What “unretirements” can tell us about the job market.

These days, economists find themselves in a fog with respect to the labor market.

First, there’s the fact that the monthly jobs report for September was released a month late and the October report was cancelled entirely. But, on top of that, the data that do exist are giving mixed signals. The number of jobs being added to the economy has slowed to a crawl. But, the unemployment rate has remained low by historical standards. Job openings and worker quits – which respectively measure how easy it is to get a job and how comfortable people feel leaving one – are falling quickly (bad) but also in line with historical averages (good). What’s going on?

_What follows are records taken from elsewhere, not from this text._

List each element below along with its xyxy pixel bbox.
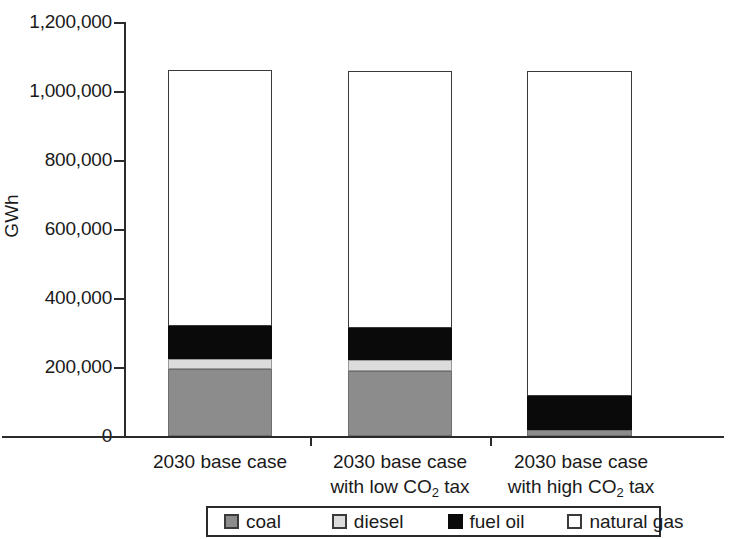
y-tick-label-1000000: 1,000,000: [4, 80, 112, 102]
y-tick-label-400000: 400,000: [4, 287, 112, 309]
bar-segment-coal-1: [348, 371, 452, 436]
x-tick-1: [310, 437, 312, 446]
x-category-label-1: 2030 base case with low CO2 tax: [300, 449, 500, 501]
bar-segment-natural-gas-2: [527, 71, 632, 396]
bar-segment-fuel-oil-2: [527, 396, 632, 430]
legend-swatch-natural-gas-icon: [567, 514, 582, 529]
x-category-label-2: 2030 base case with high CO2 tax: [478, 449, 684, 501]
legend-label-natural-gas: natural gas: [589, 512, 683, 531]
stacked-bar-chart: GWh 1,200,000 1,000,000 800,000 600,000 …: [0, 0, 729, 539]
y-tick-400000: [114, 298, 125, 300]
bar-segment-natural-gas-1: [348, 71, 452, 328]
x-category-label-2-line2: with high CO2 tax: [478, 474, 684, 501]
bar-2030-base-case-low-co2-tax: [348, 71, 452, 436]
legend-item-diesel: diesel: [332, 512, 404, 531]
x-tick-2: [490, 437, 492, 446]
bar-2030-base-case: [168, 70, 272, 436]
bar-segment-natural-gas-0: [168, 70, 272, 326]
legend-item-natural-gas: natural gas: [567, 512, 683, 531]
legend-item-coal: coal: [224, 512, 281, 531]
x-category-label-0: 2030 base case: [120, 449, 320, 474]
y-tick-label-1200000: 1,200,000: [4, 11, 112, 33]
legend-swatch-fuel-oil-icon: [448, 514, 463, 529]
legend: coal diesel fuel oil natural gas: [206, 506, 661, 537]
y-tick-600000: [114, 229, 125, 231]
legend-item-fuel-oil: fuel oil: [448, 512, 525, 531]
y-tick-1200000: [114, 22, 125, 24]
bar-segment-diesel-1: [348, 360, 452, 371]
bar-segment-fuel-oil-1: [348, 328, 452, 360]
bar-segment-fuel-oil-0: [168, 326, 272, 359]
legend-label-coal: coal: [246, 512, 281, 531]
legend-swatch-diesel-icon: [332, 514, 347, 529]
x-axis-line: [2, 436, 724, 438]
y-tick-label-600000: 600,000: [4, 218, 112, 240]
legend-label-fuel-oil: fuel oil: [470, 512, 525, 531]
legend-label-diesel: diesel: [354, 512, 404, 531]
x-category-label-1-line1: 2030 base case: [333, 451, 467, 472]
y-tick-200000: [114, 367, 125, 369]
bar-segment-diesel-0: [168, 359, 272, 369]
x-category-label-2-line1: 2030 base case: [514, 451, 648, 472]
y-tick-800000: [114, 160, 125, 162]
x-category-label-0-line1: 2030 base case: [153, 451, 287, 472]
y-tick-label-200000: 200,000: [4, 356, 112, 378]
legend-swatch-coal-icon: [224, 514, 239, 529]
bar-2030-base-case-high-co2-tax: [527, 71, 632, 436]
bar-segment-coal-0: [168, 369, 272, 436]
x-category-label-1-line2: with low CO2 tax: [300, 474, 500, 501]
y-tick-1000000: [114, 91, 125, 93]
y-tick-label-800000: 800,000: [4, 149, 112, 171]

In these situations, I turn to any measure of labor market health that I can find. As a retirement researcher, one of my personal favorites is the unretirement rate. The unretirement rate is exactly what it sounds like: the share of workers who claim to be retired at a given point and then report that they are working a year later.

Unretirement is a way for older workers to solve both financial and nonfinancial problems. Some retirees face financial pressures because of low savings rates, high medical costs, and longer lifespans; and some find that retirement isn’t what they expected and may miss the social connection and sense of purpose that can come with a job.

One could imagine that high rates of unretirement are a bad sign for the economy, for example because the stock market is down and retirees need to work to recoup their losses. But, in general, the research suggests that the stock market does not drive behavior around retirement. Instead, workers tend to unretire when it is easiest to do so – i.e., when the job market is strong. So, looking at the rate of unretirement can tell us something about the broader job market and just where it might be going. When the unretirement rate is high, the labor market is likely to be good.

To examine where the unretirement rate stands, I went to the same survey from which those monthly employment reports (usually) come – the Current Population Survey (CPS). I identified workers ages 55 and over who claimed to be retired when they were interviewed by the CPS. Then, I used the longitudinal feature of the CPS to follow up with those same individuals when they were interviewed one year later. Those who said that they were employed at that time were said to have unretired.

Figure 1 shows the share of retirees who unretired from just before COVID until the most recent data available. (The time period on the graph indicates when the person was first interviewed – i.e., someone who said they were retired in August 2024 and working in August 2025 contributes to the August 2024 unretirement rate). The graph highlights in red the period when people would have been unretiring into the COVID job market – i.e., people retired between March 2019 and December 2020 – and who would have been unretiring from March 2020 to December 2021.

Line graph showing the 3-month average of the unretirement rate for those ages 55 and up, 2018-2025

The figure doesn’t paint an especially flattering picture of the current job market. Just prior to the COVID-19 pandemic, the unretirement rate averaged nearly 3 percent. That time period was at the end of a long economic expansion, so the unretirement rate then could be looked at as a benchmark for a “good” job market. For people who would have been unretiring into the COVID labor market, that number averaged 2.2 percent and bottomed out at 1.8 percent. For the most recent data available, the rate looks a lot more like the COVID rate than the expansion rate. The most recent unretirement rate available sits at just 1.9 percent.

At a time when labor market data are scant and conflicting, any measure can help. The low rate of unretirement today suggests that older workers are finding it difficult to reenter the labor market and thus staying on the sidelines. In the coming months, I’m keeping my eye on whether the rest of the labor market data start to look similarly bleak.